Less fever, more mild temperature rise in Hardiman's first feature movie. The director's extensive TV CV shows in this restrained, close up drama about a group of fisher folk and a young marine biologist adrift at sea and challenged by an alien entity.
Budding scientist Siobhán (Hermione Corfield) joins the crew of a fishing vessel to fulfil the practical element of her qualification: she also has to complete a dive (this will be important later). Siobhán is a woman obsessed with numbers and patterns, not people, and in early scenes of awkward interaction she comes across as, and looks slightly like, Sofia Helin's Saga character in the TV show The Bridge. The other members of the boat are its owners, husband and wife team Gerard (Dougray Scott, sporting an Irish accent with more than a hint of New Delhi about it) and Freya (Connie Nielsen, in a role first offered to Toni Collette): also Johnny (Jack Hickey) with whom Siobhán forms an almost immediate attachment; Ciara (Olwen Fouéré, excellent in the equally bleak The Survivalist from 2015, and last seen - by me - in 2018's bonkers Mandy); and the below decks pair Omid (Ardalan Esmaili) and Sudi (Elie Bouakaze).
The crew are uneasy in Siobhán's presence. Her red hair is a trigger for Gerard - redheaded women being, according to the rather old fashioned superstition, bad luck for sailors - and her standoffish demeanour does not sit well with the experienced crew. Heading out to where the fishing is good, they're warned off an exclusion area which promised good pickings. After Gerard changes course - although his shiftiness suggests he has an ulterior motive - the vessel gets snagged by something beneath the water which melts a hole in the hull, exposing a strange sucker and flooding the boat with a gloopy substance. Siobhán offers to dive down to investigate, and discovers a luminous, multi tentacled beast which has attached itself to the boat; mistaking it for food, it is later discovered. The gloop, which gets traipsed around the boat underfoot, contains lethal spores, and any member of the crew with cuts or lesions - which is most of them by the end of the movie - is at risk of fatal infection.
Sea Fever - and that title feels fairly meaningless - is a considered, almost ruminative piece of filmmaking, heavy on the human interaction within a confined space, but as a creature feature it doesn't really work. The comparison between Siobhán's awkward relationship with the rest of the crew and her growing fascination with the possibly alien entity is of the greatest interest to the director, which makes everyone else in the cast slightly redundant. The occasional bursts of violence, as opposed to being shocking, just seem slightly out of place: a number of elements don't really lead anywhere, and some of the characterisation, particularly Gerard's old school 'Captain Salty' who leans on superstition and prayer while all the time basically being a breadhead, seems a little unfocused.
The film has been compared to The Thing and Alien, which are both rather lofty in terms of Sea Fever's meagre budget, although certain scenes are lifted from both. It also evokes memories of James Cameron's 1989 movie The Abyss, and more recently 2016's Arrival, with its woman-of-science-confronted-by-the-unknown themes. But while those movies gave us spectacle, there's little to wonder at here, and while Corfield's performance as Siobhán is suitably wide eyed and open mouthed, the whole thing seems a little too inconsequential to engender such interest.
Sea Fever is released on Blu-ray & Digital on 24 April 2020.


Exercise description: Every entry needs to be reproduced exactly.

Entries provided Block Start

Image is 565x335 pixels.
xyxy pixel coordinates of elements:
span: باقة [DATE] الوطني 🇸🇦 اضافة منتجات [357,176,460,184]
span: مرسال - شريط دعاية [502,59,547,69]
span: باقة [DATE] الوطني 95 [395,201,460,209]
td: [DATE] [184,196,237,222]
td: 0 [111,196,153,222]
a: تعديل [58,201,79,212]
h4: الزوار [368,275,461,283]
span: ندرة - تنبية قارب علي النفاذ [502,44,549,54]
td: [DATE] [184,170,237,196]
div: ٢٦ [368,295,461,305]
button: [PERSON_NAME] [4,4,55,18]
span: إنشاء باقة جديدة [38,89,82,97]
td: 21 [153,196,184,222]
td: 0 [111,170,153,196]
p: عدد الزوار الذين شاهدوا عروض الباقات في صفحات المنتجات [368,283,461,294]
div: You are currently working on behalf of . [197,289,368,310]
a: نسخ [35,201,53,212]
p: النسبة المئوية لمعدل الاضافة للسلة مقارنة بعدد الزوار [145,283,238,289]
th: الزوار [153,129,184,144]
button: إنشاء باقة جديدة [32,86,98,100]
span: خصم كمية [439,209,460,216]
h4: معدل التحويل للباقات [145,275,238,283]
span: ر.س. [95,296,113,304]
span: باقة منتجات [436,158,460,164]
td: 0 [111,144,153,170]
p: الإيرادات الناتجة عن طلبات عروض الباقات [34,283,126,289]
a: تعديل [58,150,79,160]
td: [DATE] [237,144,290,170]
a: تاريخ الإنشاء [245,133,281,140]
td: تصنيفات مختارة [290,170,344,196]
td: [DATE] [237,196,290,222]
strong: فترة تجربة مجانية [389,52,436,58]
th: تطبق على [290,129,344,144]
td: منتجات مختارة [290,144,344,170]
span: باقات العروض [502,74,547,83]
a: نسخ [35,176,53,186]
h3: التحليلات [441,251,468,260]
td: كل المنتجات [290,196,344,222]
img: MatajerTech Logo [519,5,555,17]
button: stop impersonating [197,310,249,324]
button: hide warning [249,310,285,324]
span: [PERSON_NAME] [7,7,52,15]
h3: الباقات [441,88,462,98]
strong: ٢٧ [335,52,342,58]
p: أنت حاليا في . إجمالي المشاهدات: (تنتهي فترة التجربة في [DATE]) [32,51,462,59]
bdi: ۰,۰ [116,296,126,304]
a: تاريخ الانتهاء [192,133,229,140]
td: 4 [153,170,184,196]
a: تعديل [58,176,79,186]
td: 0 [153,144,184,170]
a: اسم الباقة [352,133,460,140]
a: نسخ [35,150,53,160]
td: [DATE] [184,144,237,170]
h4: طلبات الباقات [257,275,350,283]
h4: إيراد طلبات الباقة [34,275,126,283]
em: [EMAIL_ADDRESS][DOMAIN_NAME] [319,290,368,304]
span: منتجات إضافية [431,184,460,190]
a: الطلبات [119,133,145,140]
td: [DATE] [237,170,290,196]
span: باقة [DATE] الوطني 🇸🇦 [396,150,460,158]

Entries provided Block End

Finished task:
Image is 565x335 pixels.
xyxy pixel coordinates of elements:
span: باقة [DATE] الوطني 🇸🇦 اضافة منتجات [357,176,460,184]
span: مرسال - شريط دعاية [502,59,547,69]
span: باقة [DATE] الوطني 95 [395,201,460,209]
td: [DATE] [184,196,237,222]
td: 0 [111,196,153,222]
a: تعديل [58,201,79,212]
h4: الزوار [368,275,461,283]
span: ندرة - تنبية قارب علي النفاذ [502,44,549,54]
td: [DATE] [184,170,237,196]
div: ٢٦ [368,295,461,305]
button: [PERSON_NAME] [4,4,55,18]
span: إنشاء باقة جديدة [38,89,82,97]
td: 21 [153,196,184,222]
td: 0 [111,170,153,196]
p: عدد الزوار الذين شاهدوا عروض الباقات في صفحات المنتجات [368,283,461,294]
div: You are currently working on behalf of . [197,289,368,310]
a: نسخ [35,201,53,212]
p: النسبة المئوية لمعدل الاضافة للسلة مقارنة بعدد الزوار [145,283,238,289]
th: الزوار [153,129,184,144]
button: إنشاء باقة جديدة [32,86,98,100]
span: خصم كمية [439,209,460,216]
h4: معدل التحويل للباقات [145,275,238,283]
span: ر.س. [95,296,113,304]
span: باقة منتجات [436,158,460,164]
td: 0 [111,144,153,170]
p: الإيرادات الناتجة عن طلبات عروض الباقات [34,283,126,289]
a: تعديل [58,150,79,160]
td: [DATE] [237,144,290,170]
a: تاريخ الإنشاء [245,133,281,140]
td: تصنيفات مختارة [290,170,344,196]
td: [DATE] [237,196,290,222]
strong: فترة تجربة مجانية [389,52,436,58]
th: تطبق على [290,129,344,144]
td: منتجات مختارة [290,144,344,170]
span: باقات العروض [502,74,547,83]
a: نسخ [35,176,53,186]
h3: التحليلات [441,251,468,260]
td: كل المنتجات [290,196,344,222]
img: MatajerTech Logo [519,5,555,17]
button: stop impersonating [197,310,249,324]
button: hide warning [249,310,285,324]
span: [PERSON_NAME] [7,7,52,15]
h3: الباقات [441,88,462,98]
strong: ٢٧ [335,52,342,58]
p: أنت حاليا في . إجمالي المشاهدات: (تنتهي فترة التجربة في [DATE]) [32,51,462,59]
bdi: ۰,۰ [116,296,126,304]
a: تاريخ الانتهاء [192,133,229,140]
td: 4 [153,170,184,196]
a: تعديل [58,176,79,186]
td: 0 [153,144,184,170]
a: اسم الباقة [352,133,460,140]
a: نسخ [35,150,53,160]
td: [DATE] [184,144,237,170]
h4: طلبات الباقات [257,275,350,283]
h4: إيراد طلبات الباقة [34,275,126,283]
em: [EMAIL_ADDRESS][DOMAIN_NAME] [319,290,368,304]
span: منتجات إضافية [431,184,460,190]
a: الطلبات [119,133,145,140]
td: [DATE] [237,170,290,196]
span: باقة [DATE] الوطني 🇸🇦 [396,150,460,158]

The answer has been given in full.